My worry is that publishers might misinterpret Old Country’s lesson. There’s danger they’ll see short equals profitable and start churning undercooked narratives rather than honing focused ones. Length shouldn’t be the enemy when justified. Red Dead Redemption 2’s deliberate pacing worked because every minute served character development. Publishers need knives, not sledgehammers. Trim fat, preserve muscle.
The human impact extends beyond tired gamers. Consider game developers. Creating massive open worlds requires brutal crunch. Teams balloon, costs skyrocket, and workers endure hellish conditions to populate another thousand square miles of digital shrubbery. Focused narratives allow smaller teams working saner hours to create polished experiences. Old Country’s director confirmed development took three years compared to the five plus year marathons common for similar AAA titles. That work life balance difference isn’t trivial.
Parents especially seem thrilled by this trend. A friend told me her teenage son actually finished Mafia in between final exams. Instead of disappearing into Skyrim for weeks, he experienced a complete story arc in manageable chunks. She compared it to letting kids watch a movie versus handing them an entire Netflix series. Short games don’t compete with school, sports, or social lives. They complement them.
Strangest of all, this could help the environmental impact of gaming. Consider the energy waste when millions leave consoles running overnight downloading latest 200GB patches for games they’ll never finish. Or servers hosting abandoned multiplayer modes in dead live service titles. Leaner games mean smaller downloads, less cloud storage, fewer servers guzzling electricity. It won’t save the polar bears, but every byte counts.

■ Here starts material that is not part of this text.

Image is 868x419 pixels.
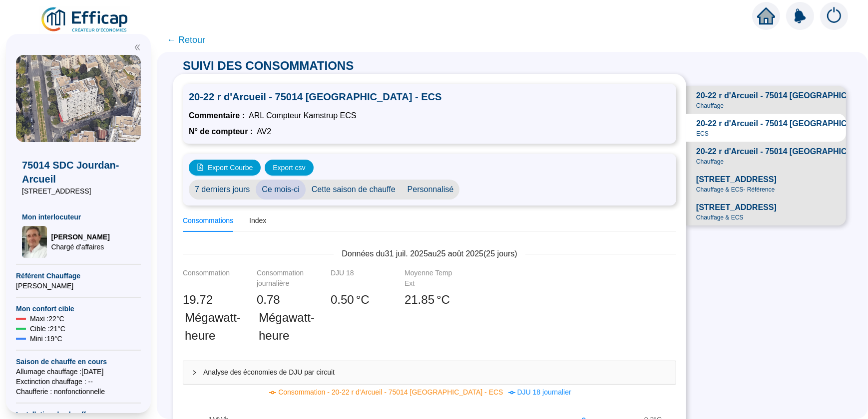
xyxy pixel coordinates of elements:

As we roll into 2026, I’m cautiously optimistic. Old Country’s sales broke internal 2K records, proof that players will reward restraint. The danger remains that other publishers will declare All Short Games Now before missing the point entirely. This isn’t about arbitrary runtime. It’s about respecting the audience enough not to waste their time. Gaming’s most memorable moments aren’t forged through quantity. They come from a perfectly crafted ten hour saga leaving you breathless, satisfied, and ready to play it again next weekend.